There are currently 30-40 microbicides in pre-clinical development, 14 in safety trials, and five in larger-scale clinical trials in the U.S., India, South Africa, and several other Sub-Saharan African countries. Almost all of this research is supported by public and/or philanthropic funding, and experts believe that the first partially-effective microbicide could be available by 2010—far sooner than any HIV vaccine.

Even a partially effective microbicide could have an enormous impact on women’s lives. Researchers at the London Institute of Tropical Hygiene have demonstrated that the introduction of a modestly effective microbicide in 73 low-income countries would prevent 2.5 million infections over three years.

Yet there are still obstacles to overcome. Funding for the research has increased with increased attention to the issue, but it is still insufficient.

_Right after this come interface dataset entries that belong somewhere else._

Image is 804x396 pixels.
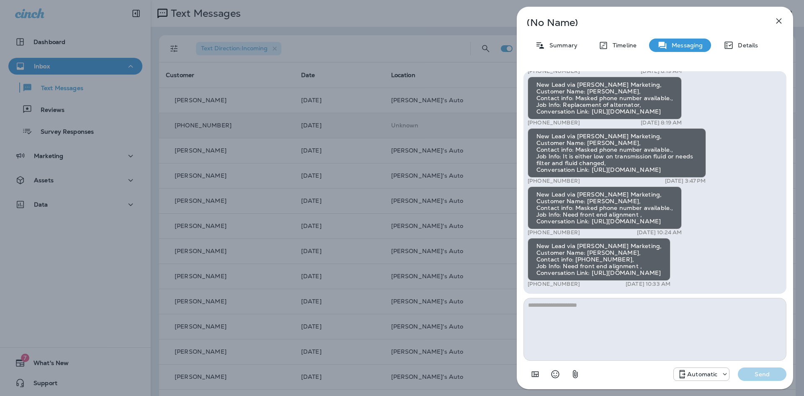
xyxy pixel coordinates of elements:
p: [DATE] 10:33 AM [626,281,670,287]
button: Add in a premade template [527,366,543,382]
p: Automatic [687,371,717,377]
p: [PHONE_NUMBER] [528,119,580,126]
div: New Lead via [PERSON_NAME] Marketing, Customer Name: [PERSON_NAME], Contact info: Masked phone nu... [528,186,682,229]
p: [PHONE_NUMBER] [528,178,580,184]
p: Messaging [667,42,703,49]
div: New Lead via [PERSON_NAME] Marketing, Customer Name: [PERSON_NAME], Contact info: [PHONE_NUMBER],... [528,238,670,281]
button: Select an emoji [547,366,564,382]
p: Summary [545,42,577,49]
p: [DATE] 8:19 AM [641,119,682,126]
p: (No Name) [527,19,755,26]
div: New Lead via [PERSON_NAME] Marketing, Customer Name: [PERSON_NAME], Contact info: Masked phone nu... [528,128,706,178]
p: [DATE] 10:24 AM [637,229,682,236]
p: Timeline [608,42,636,49]
p: [PHONE_NUMBER] [528,281,580,287]
p: [PHONE_NUMBER] [528,68,580,75]
p: [DATE] 3:47 PM [665,178,706,184]
p: Details [734,42,758,49]
p: [DATE] 8:19 AM [641,68,682,75]
div: New Lead via [PERSON_NAME] Marketing, Customer Name: [PERSON_NAME], Contact info: Masked phone nu... [528,77,682,119]
p: [PHONE_NUMBER] [528,229,580,236]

The infrastructure to carry out clinical trials is costly and difficult to establish, and the ethical questions are complex. What kinds of medical services should trial participants receive if they become HIV positive during a clinical trial? Does offering medical services to trial participants in settings where health care is almost non-existent constitute an undue inducement to participate? How do we test the safety and effectiveness of microbicides on women who are pregnant? Should men be informed when their partners are involved in a microbicide trial? And who gets to make decisions on questions like these—medical researchers, government agencies, or the local communities where trials take place?

Even when a safe and effective microbicide has been developed, marketing and distribution will present enormous challenges. How do we make sure that the first generation of microbicides, which will almost certainly provide a lower level of protection than condoms, doesn’t lead people to “migrate” away from condoms? How will we make sure that giving women a tool to prevent HIV/AIDS doesn’t undermine strategies to promote male responsibility? How do we ensure that the women who are at greatest risk—and those least likely to have access to any new technologies—get access to this one? And most importantly, how do we address the broader issues of inequality and violence against women that create their vulnerability to HIV/AIDS in the first place?

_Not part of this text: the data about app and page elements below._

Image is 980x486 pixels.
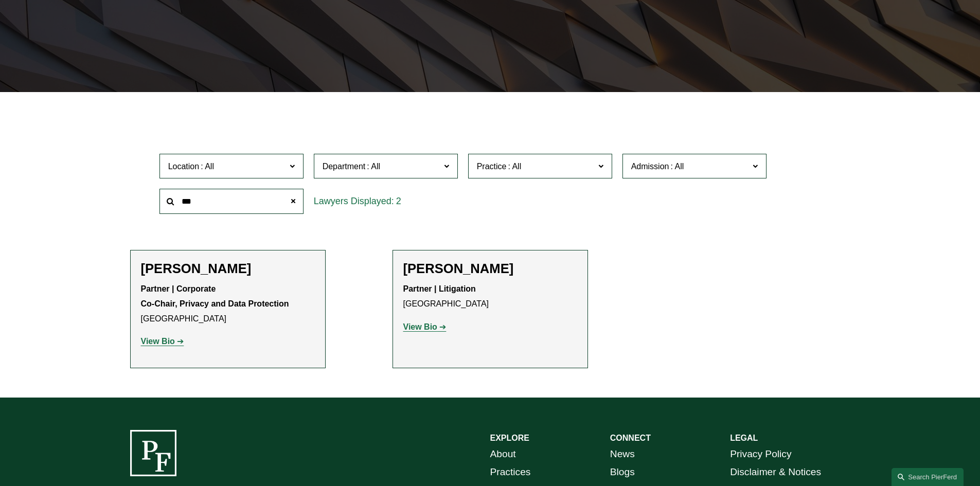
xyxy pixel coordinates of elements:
a: News [610,446,635,463]
span: Practice [477,162,506,171]
p: [GEOGRAPHIC_DATA] [403,281,577,312]
span: 2 [396,196,401,206]
span: Admission [631,162,669,171]
strong: Partner | Corporate Co-Chair, Privacy and Data Protection [141,285,289,308]
a: Privacy Policy [730,446,791,463]
strong: EXPLORE [490,433,529,442]
a: Practices [490,463,530,481]
a: Search this site [891,468,963,486]
p: [GEOGRAPHIC_DATA] [141,281,315,326]
a: View Bio [403,323,446,331]
h2: [PERSON_NAME] [141,260,315,277]
strong: LEGAL [730,433,758,442]
span: Department [323,162,366,171]
strong: CONNECT [610,433,650,442]
a: View Bio [141,337,184,345]
span: Location [168,162,200,171]
a: Blogs [610,463,635,481]
strong: View Bio [141,337,175,345]
strong: Partner | Litigation [403,285,476,293]
a: Disclaimer & Notices [730,463,821,481]
strong: View Bio [403,323,437,331]
a: About [490,446,516,463]
h2: [PERSON_NAME] [403,260,577,277]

At the closing plenary of the Toronto Conference, Ambassador Stephen Lewis, UN Special Envoy for HIV/AIDS in Africa, made a clear and compelling call for action:

The growing excitement around a microbicide is entirely warranted. This is a preventive technology whose time has come. To be sure, there can be no flagging in the dogged quest for a vaccine, but it would appear that where preventive technologies are concerned, the microbicide is first in line. Now is the time to make certain, in advance, that when the discovery is made, it is instantly accessible and acceptable to the women of the world, wherever they may live.

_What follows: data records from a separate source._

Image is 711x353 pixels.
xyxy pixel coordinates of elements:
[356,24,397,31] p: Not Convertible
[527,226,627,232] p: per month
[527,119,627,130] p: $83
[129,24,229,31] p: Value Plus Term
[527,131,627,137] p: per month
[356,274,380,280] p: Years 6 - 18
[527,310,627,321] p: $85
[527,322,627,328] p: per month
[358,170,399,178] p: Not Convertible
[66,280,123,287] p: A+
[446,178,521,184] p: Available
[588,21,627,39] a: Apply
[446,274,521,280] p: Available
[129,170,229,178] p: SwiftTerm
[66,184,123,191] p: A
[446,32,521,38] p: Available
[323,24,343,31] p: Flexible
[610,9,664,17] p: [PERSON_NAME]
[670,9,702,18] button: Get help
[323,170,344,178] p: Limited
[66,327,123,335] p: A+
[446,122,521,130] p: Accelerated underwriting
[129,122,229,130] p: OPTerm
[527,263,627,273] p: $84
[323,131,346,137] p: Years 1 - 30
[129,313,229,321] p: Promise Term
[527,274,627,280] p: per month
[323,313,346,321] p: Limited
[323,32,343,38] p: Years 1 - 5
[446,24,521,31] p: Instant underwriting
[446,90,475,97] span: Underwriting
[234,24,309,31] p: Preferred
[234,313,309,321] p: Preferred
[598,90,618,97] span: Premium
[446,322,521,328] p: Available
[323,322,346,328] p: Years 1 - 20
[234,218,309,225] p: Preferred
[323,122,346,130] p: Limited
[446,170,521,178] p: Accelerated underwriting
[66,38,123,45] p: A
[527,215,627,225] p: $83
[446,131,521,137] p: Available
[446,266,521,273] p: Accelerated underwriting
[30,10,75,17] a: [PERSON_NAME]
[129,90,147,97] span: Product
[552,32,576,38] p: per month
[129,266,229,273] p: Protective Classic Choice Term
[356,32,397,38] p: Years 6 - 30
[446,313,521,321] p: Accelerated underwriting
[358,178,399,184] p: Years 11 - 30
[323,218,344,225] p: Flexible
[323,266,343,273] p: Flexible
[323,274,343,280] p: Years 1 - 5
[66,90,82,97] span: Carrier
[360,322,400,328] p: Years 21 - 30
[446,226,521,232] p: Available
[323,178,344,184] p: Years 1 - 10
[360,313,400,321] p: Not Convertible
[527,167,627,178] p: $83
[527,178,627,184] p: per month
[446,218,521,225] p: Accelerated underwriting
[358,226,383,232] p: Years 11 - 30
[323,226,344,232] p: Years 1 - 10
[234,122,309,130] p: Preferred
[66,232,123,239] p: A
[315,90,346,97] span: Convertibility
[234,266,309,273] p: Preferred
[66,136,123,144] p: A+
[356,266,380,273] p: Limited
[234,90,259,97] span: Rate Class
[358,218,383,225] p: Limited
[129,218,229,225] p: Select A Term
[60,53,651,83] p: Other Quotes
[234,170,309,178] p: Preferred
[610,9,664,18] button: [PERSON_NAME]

As microbicides research and development proceeds, it is incumbent upon policy makers, and on all of us, to ensure that the women who will benefit most will be able to obtain and use them. Only then will we achieve real progress in combating the AIDS epidemic, and only then will we achieve true progress in improving women’s health and lives.

Shira Saperstein is a Senior Fellow at the Center for American Progress and the Deputy Director and Program Director for Women’s Rights and Reproductive Health at the Moriah Fund. She is also a member of the International Steering Committee of the Global Campaign for Microbicides.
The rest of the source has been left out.